Canada eases sanctions on Syrian Arab Republic, names ambassador
  • Easing of sanctions would help prevent Syria from falling into chaos and instability, said Canada’s special envoy Omar Alghabra
  • Liberated from the Assad regime last December after 13 years of war, Syria is now led by former rebel leader Ahmed Al-Sharaa

OTTAWA: Canada announced plans Wednesday to ease its financial sanctions against Syria and to appoint an ambassador, as the Damascus interim government seeks international support.
Canada’s special envoy for Syria, Omar Alghabra, said: “Canada can play a meaningful role in enabling Syrians to build an inclusive country that respects all of its citizens.
“We also can help prevent Syria from falling into chaos and instability.”
A statement from Canada’s foreign ministry said sanctions would be eased “to allow funds to be sent through certain banks in the country, such as Syria’s Central Bank.”
Canada’s ambassador to Lebanon, Stefanie McCollum, will now take on a parallel role as a non-resident ambassador to neighboring Syria.
Previously, Canada — along with many other world powers — had strict sanctions in place to punish the now-ousted government of Bashar Assad.
“These sanctions had been used as a tool against the Assad regime and easing them will help to enable the stable and sustainable delivery of aid, support local redevelopment efforts, and contribute to a swift recovery for Syria,” the Canadian statement said.
Assad fled Syria late last year and opposition forces overthrew his administration in early December. An interim government under former jihadist leader President Ahmed Al-Sharaa is now in place.

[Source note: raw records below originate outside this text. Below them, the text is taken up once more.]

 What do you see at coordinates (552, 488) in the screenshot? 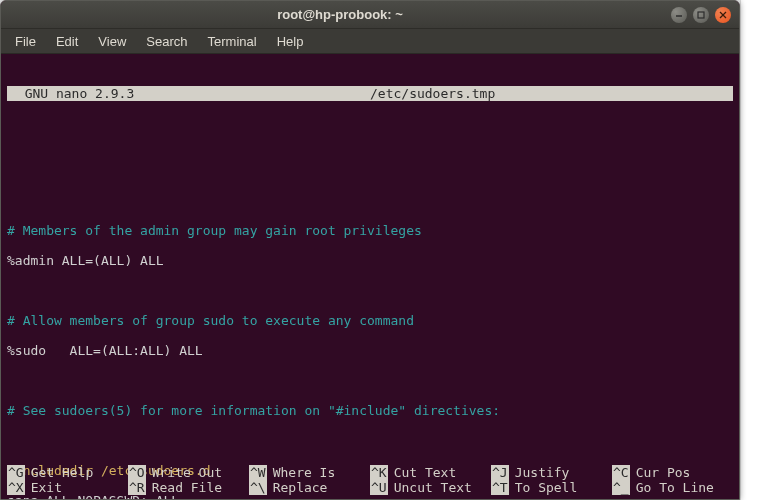
I see `shortcut-to-spell: ^TTo Spell` at bounding box center [552, 488].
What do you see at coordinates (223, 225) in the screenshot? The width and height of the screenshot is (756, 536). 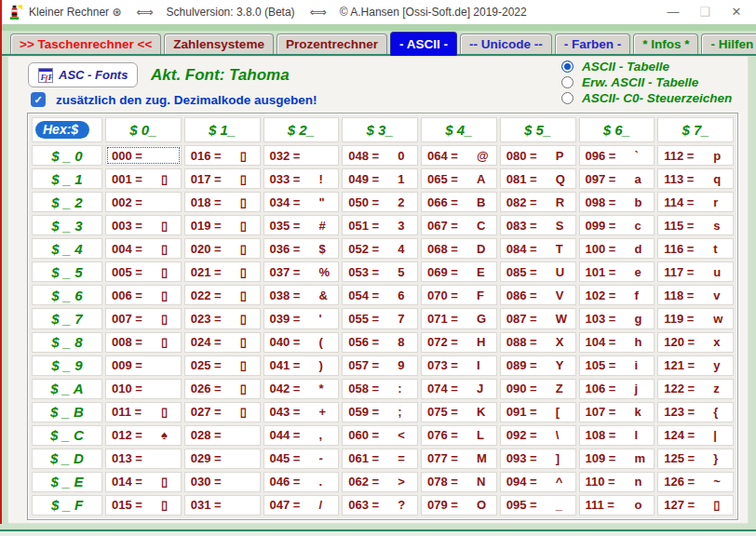 I see `ascii-cell-019: 019 =▯` at bounding box center [223, 225].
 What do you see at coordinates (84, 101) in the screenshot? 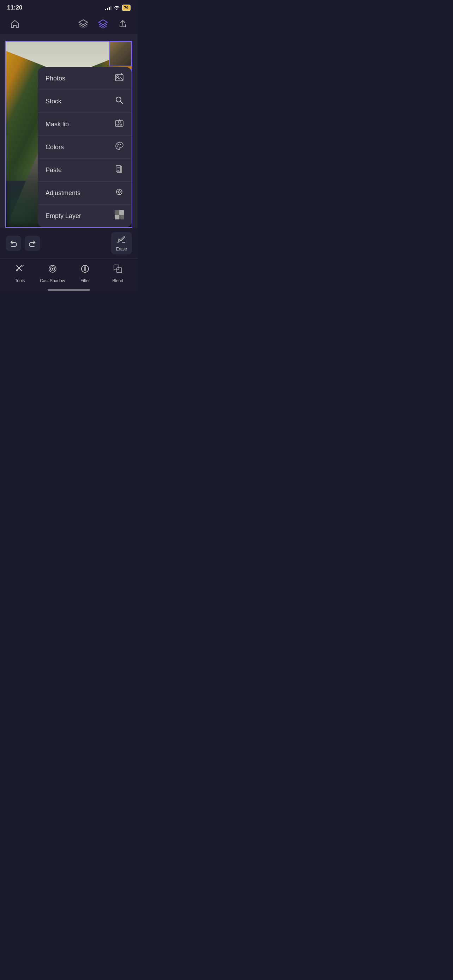
I see `menu-item-stock: Stock` at bounding box center [84, 101].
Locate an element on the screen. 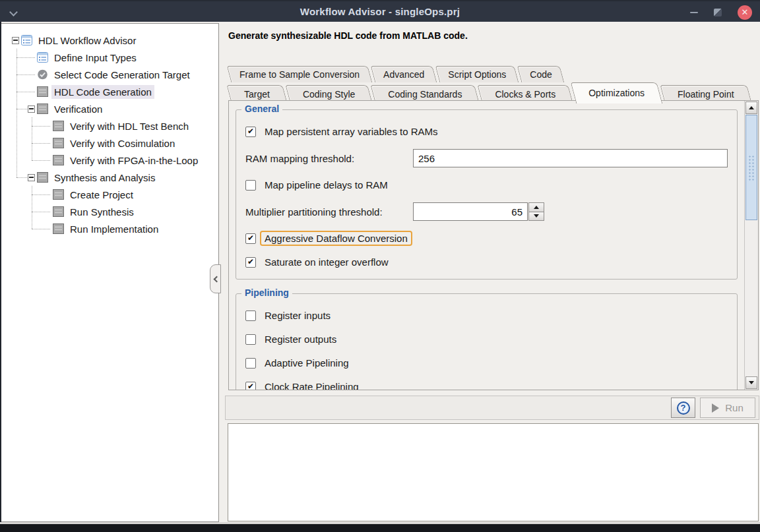 The image size is (760, 532). tree-item-verify-with-cosimulation: Verify with Cosimulation is located at coordinates (110, 143).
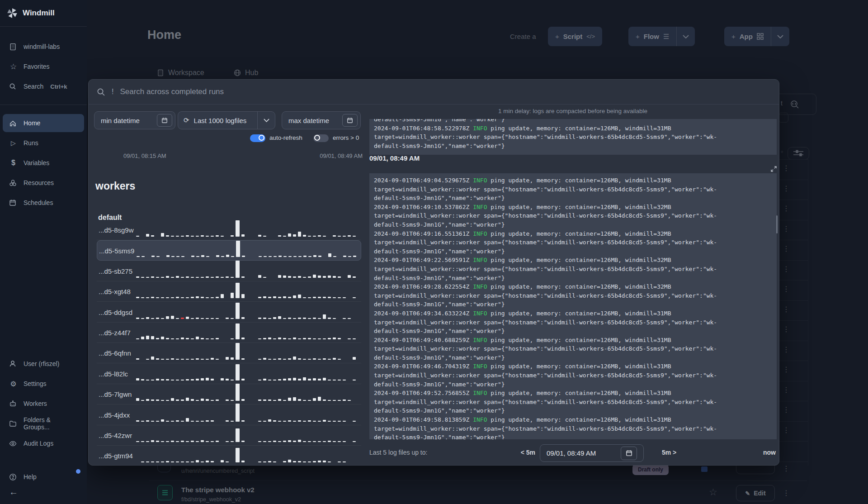 This screenshot has width=868, height=504. Describe the element at coordinates (229, 230) in the screenshot. I see `worker-row: ...d5-8sg9w` at that location.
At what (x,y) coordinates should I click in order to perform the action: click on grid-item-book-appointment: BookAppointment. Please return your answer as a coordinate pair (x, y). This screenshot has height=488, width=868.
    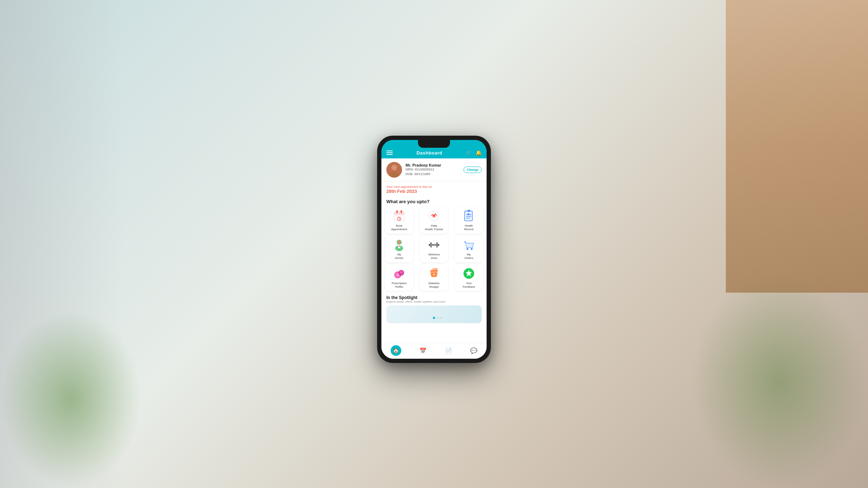
    Looking at the image, I should click on (399, 220).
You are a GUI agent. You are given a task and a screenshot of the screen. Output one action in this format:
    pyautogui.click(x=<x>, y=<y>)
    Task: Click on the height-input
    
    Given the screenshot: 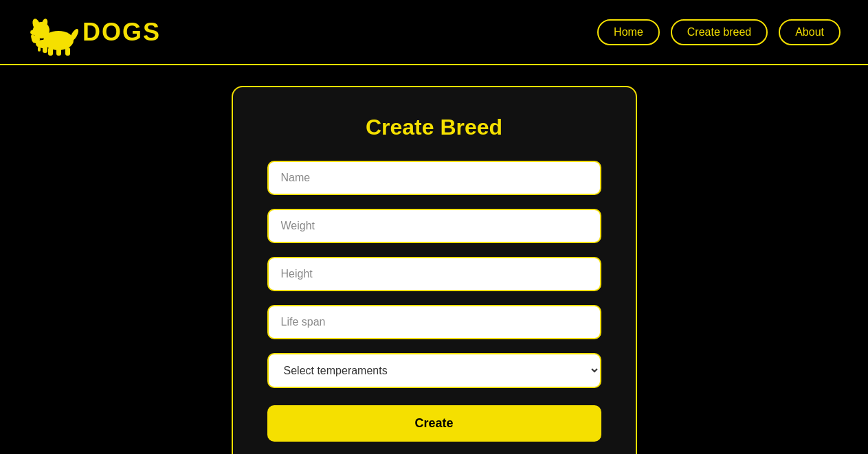 What is the action you would take?
    pyautogui.click(x=434, y=274)
    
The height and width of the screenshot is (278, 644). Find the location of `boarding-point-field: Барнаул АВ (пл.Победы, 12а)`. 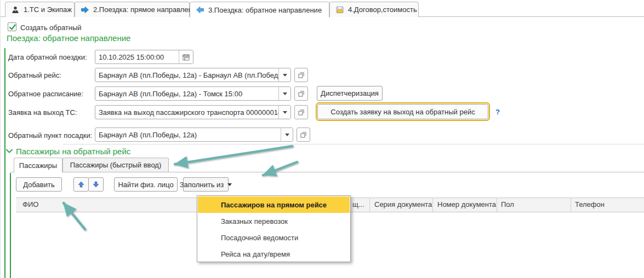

Many capitals welcomed Assad’s fall, but gave only a cautious welcome to the victorious rebels.
Sharaa’s Hayat Tahrir Al-Sham (HTS) Islamist group has its roots in the Syrian branch of Al-Qaeda.
The new government has vowed to protect Syria’s religious and ethnic minorities, but security forces have reportedly killed hundreds of Alawite civilians in recent days.
In the statement announcing sanctions relief, Canadian Foreign Minister Melanie Joy and Minister of International Development Ahmed Hussen expressed concern over the killings.
“We utterly condemn these atrocities and call on the interim authorities to take all necessary measures to end the violence,” they said.
“Civilians must be protected, the dignity and human rights of all religious and ethnic groups must be upheld, and perpetrators must be held accountable.”